"The Unconquered: In Search of the Amazon's Last Uncontacted Tribes"

October 15, 2011

BookShelf

 

The Unconquered: In Search of the Amazon's Last Uncontacted Tribes

By Scott Wallace
Crown Publishers, $26

Reviewed by KAREN SCHAEFER

In 2002, veteran National Geographic freelance journalist and photographer Scott Wallace followed a 34-man team deep into the Amazon rainforests of Brazil in search of a mysterious group of about 200 indigenous people known only as the flecheiros — “People of the Arrow.”

By all accounts, this small band of native hunter-gatherers has never come into direct contact with the outside world.

They live in small, scattered villages at the headwaters of the Amazon near the Peruvian border.

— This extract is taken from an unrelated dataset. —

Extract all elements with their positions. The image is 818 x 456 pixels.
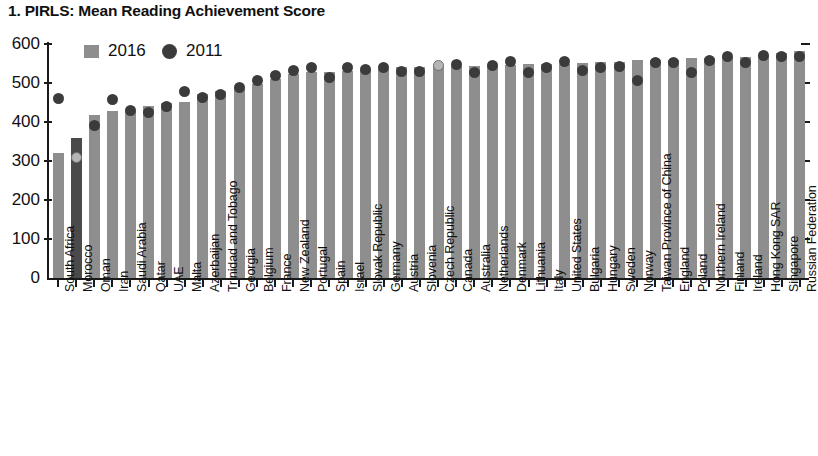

But the purpose of this expedition wasn’t to contact these people, gain their trust, and then study their ancestral lifestyle. Instead, the goal was to make sure the flecheiros remain permanently isolated from potentially devastating contact with global civilization.

The Unconquered is Wallace’s first-person account of the team’s harrowing three-month trek through uncharted tropical forests looking for — but trying not to meet — the flecheiros.

A page-turning adventure story of the first order, the book is also a fascinating look at a new way of thinking about indigenous populations.

The leader of the expedition and Wallace’s guide is Sydney Possuelo, a household name in the Brazilian backwoods because of his defense of native tribes against ranchers, loggers and miners who seek to plunder the rainforest’s riches.

Possuelo, then president of FUNAI, Brazil’s Indian affairs agency, had already spearheaded a new concept in the management of indigenous peoples: Instead of trying to incorporate them into the Brazilian mainstream, why not create a protected preserve where they could continue to live off the land and maintain their way of life with no interference from missionaries, medical teams and mercenary prospectors?

But keeping the flecheiros safe is no easy task. The People of the Arrow are just one of dozens of tribes in the Amazon who remain isolated from the rest of the world.

FUNAI has confirmed at least two dozen such bands in Brazil.

According to Wallace, neighboring Peru has 14 or 15 such groups roaming its Amazon jungles. Others may exist in India, Nepal and the islands of Southeast Asia.

While it’s hard to imagine that “stone-age” tribes still persist in a world of cell phones, satellites and social media, it’s even harder to understand how difficult it is to police these isolated regions, to keep them free of outsiders who could endanger a way of life that has nearly disappeared.

As Wallace follows Possuelo and his team into the jungle, he encounters squatters who farm the jungle for endangered fish and turtle eggs, gold miners who ransack rivers and destroy their ecology in search of precious metals, and native tribes who live at the very edge of civilization.

At a stay in one native settlement, Possuelo discovers that villagers have occasionally spotted indios bravos — wild Indians — and he urges them to keep their distance. With no immunity to disease, even the briefest contact could devastate isolated tribes.

The climax of the story arrives as, deep in the heart of flecheiro country, two members of the expedition disobey orders and lead the team straight through a just-deserted flecheiro village.

Cooking fires still smoke as team members grab cultural souvenirs of the near-encounter: a broken arrow stained with curare, a deadly poison, and a blowgun.

Wallace and men of the FUNAI team camp that night in terror that a first-person encounter with the flecheiros could end in death.

Packed with details about rainforest ecology, indigenous peoples, and the perils of rainforest life, Wallace’s narrative is apt and penetrating. He wonders aloud whether leaving axes and cooking vessels for the “wild Indians” isn’t a form of contact that could ultimately alter the flecheiros' way of life. And he raises an eyebrow over the high-handed authority Possuelo attempts to exert on both expedition members and illegal trespassers of the indigenous preserve.

There’s no question the authenticity of Wallace’s story is genuine. But he leaves readers with the unspoken question: How long will South American governments such as Brazil’s be willing and able to protect these isolated people from contact with a world that will ultimately destroy them?

Karen Schaefer is an SEJ member and award-winning freelance radio reporter based in Kent, Ohio.